Financial stress is building - so the end of QT?

I don't really read other macro thinkers. Generally speaking we are looking at the same data - or should be - so I am better off limiting other people's influence of my analysis. However in my 25 years of working there is one guy I will always read, Christopher Woods over at Jefferies. If he wrote a substack I would be a paying subscriber. Sadly he works at a brokerage so you need to be doing business with Jefferies to get access to his work now - which is a very different decision to signing up to a substack. Why is he worth reading? Well he called the top in the Japanese market.

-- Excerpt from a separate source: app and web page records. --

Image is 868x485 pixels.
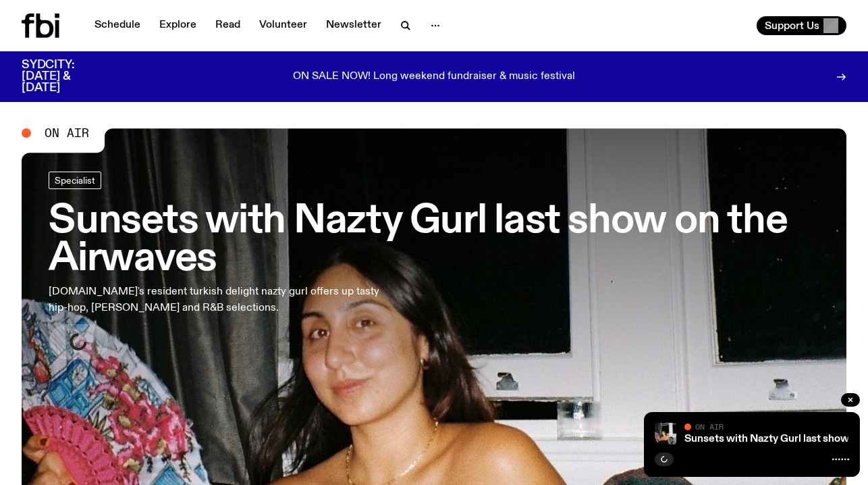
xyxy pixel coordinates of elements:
span: On Air [45,127,89,139]
p: ON SALE NOW! Long weekend fundraiser & music festival [293,71,575,83]
a: Sunsets with Nazty Gurl last show on the Airwaves[DOMAIN_NAME]'s resident turkish delight nazty g... [49,172,819,360]
h3: SYDCITY: [DATE] & [DATE] [21,59,108,94]
span: On Air [696,423,724,431]
a: Newsletter [318,16,390,35]
a: Read [207,16,248,35]
button: Support Us [757,16,847,35]
span: Specialist [55,175,95,185]
span: Support Us [765,20,819,32]
a: Volunteer [251,16,315,35]
a: Specialist [49,172,101,189]
p: [DOMAIN_NAME]'s resident turkish delight nazty gurl offers up tasty hip-hop, [PERSON_NAME] and R&... [49,284,394,316]
a: Schedule [87,16,149,35]
h3: Sunsets with Nazty Gurl last show on the Airwaves [49,203,819,278]
a: Explore [151,16,204,35]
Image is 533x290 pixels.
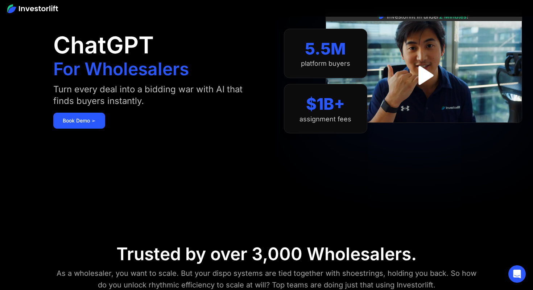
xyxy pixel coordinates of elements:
h1: For Wholesalers [53,60,189,78]
a: open lightbox [408,59,440,91]
iframe: Customer reviews powered by Trustpilot [370,126,479,135]
div: Turn every deal into a bidding war with AI that finds buyers instantly. [53,83,244,107]
div: $1B+ [306,94,345,114]
div: Trusted by over 3,000 Wholesalers. [116,243,417,264]
div: Open Intercom Messenger [509,265,526,282]
div: 5.5M [305,39,346,58]
div: platform buyers [301,60,350,67]
h1: ChatGPT [53,33,154,57]
a: Book Demo ➢ [53,112,105,128]
div: assignment fees [300,115,352,123]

Readers of his newsletter, Greed and Fear, will know he was short Fannie Mae and Freddie Mac into the GFC. And he also was bearish into China devaluation fears.in 2015. Like myself he has come to look at global markets via Asia. In general I like to be similarly positioned to Chris - the only caveat to this is he does take liquidity and drawdown risk on his long portfolios which professional money managers cannot do. I mention Chris as I am going to use some of his charts - which I could make myself - but am too lazy to do. Chris has also picked up on financial stress entering the system. Banks are tapping the Standing Repo Facility and SOFR is rising above Fed Fund Rate.

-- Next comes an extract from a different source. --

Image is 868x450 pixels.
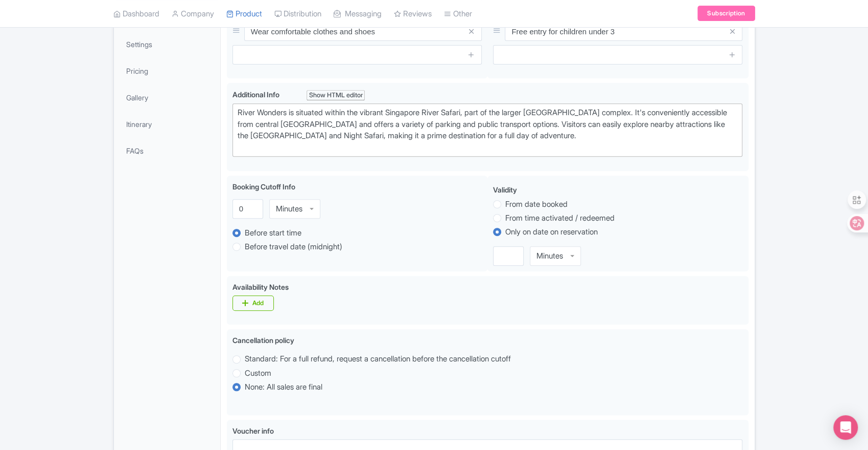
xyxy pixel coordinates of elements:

The obvious problem here is the treasury basis trade - something Chris also sees. And as I have mentioned the Fed has come under political pressure. One thing I had not picked up.was the scale of losses that the Fed now has due to paying interest on bank reserves. I mentioned in a previous post the move to a negative primary income balance was driven by higher interest rates. This is sort of saying the same thing.

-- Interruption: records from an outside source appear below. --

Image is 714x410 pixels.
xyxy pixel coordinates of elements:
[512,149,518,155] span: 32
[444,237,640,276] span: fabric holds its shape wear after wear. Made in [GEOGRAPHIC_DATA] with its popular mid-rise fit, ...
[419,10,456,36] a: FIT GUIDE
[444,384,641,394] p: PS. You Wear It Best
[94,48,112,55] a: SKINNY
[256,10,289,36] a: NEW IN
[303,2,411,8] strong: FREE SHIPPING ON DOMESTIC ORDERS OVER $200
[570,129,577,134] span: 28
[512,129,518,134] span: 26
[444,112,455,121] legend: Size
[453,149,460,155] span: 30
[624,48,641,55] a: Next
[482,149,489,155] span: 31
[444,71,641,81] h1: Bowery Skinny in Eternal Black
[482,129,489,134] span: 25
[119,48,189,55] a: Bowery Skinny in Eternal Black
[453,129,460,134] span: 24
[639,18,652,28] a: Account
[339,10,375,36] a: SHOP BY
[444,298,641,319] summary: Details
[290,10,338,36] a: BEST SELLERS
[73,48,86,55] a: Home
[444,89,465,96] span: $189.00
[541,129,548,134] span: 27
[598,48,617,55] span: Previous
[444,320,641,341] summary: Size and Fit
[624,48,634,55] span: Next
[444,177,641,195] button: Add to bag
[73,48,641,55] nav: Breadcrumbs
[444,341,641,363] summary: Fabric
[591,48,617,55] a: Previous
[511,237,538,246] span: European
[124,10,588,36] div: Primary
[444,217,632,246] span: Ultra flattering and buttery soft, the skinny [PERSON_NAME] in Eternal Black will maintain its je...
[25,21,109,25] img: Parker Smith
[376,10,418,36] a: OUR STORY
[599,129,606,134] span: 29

For Chris the above means the end of quantitive tightening and the beginning of balance sheet expansion and hence a bullish view - at least on gold. I think he is probably also implying a bullish view on equities. I look at gold v SPX and wonder if that's correct?

If Chris is right about loosening and I am right about semiconductors as the new oil then tech should fly higher. As I write this, Korean semiconductor company SK Hynix is approaching an all time high. Long time Asia watchers should be as surprised as I am.

What I read from Chris would be probably bullish gold AND tech. As I have pointed out bullish tech seems to be an inflation trade so that makes sense. What I also read is that inflation is going to start surprising to the upside again very soon. That is maybe Gold/Spx is not turning now - but another sell off in treasuries is over due. 30 year US treasuries at 4.6% looks wrong. My target remains 10%.

What I like about the Treasury short here is that it should work in a bear market driven by the unwinding of the basis trade AND in a Chris Wood predicted dovish turn in the Fed. Maybe this is what is needed to get back to 1980 levels on gold/treasuries.

To me the connection between semis and tech and inflation is becoming more and more obvious. Chris is probably right that the Fed will come to realise it too late and despite surging semiconductor pricing will cut interest rates. Certainly, a bullish view on stocks and gold has been the right view this year.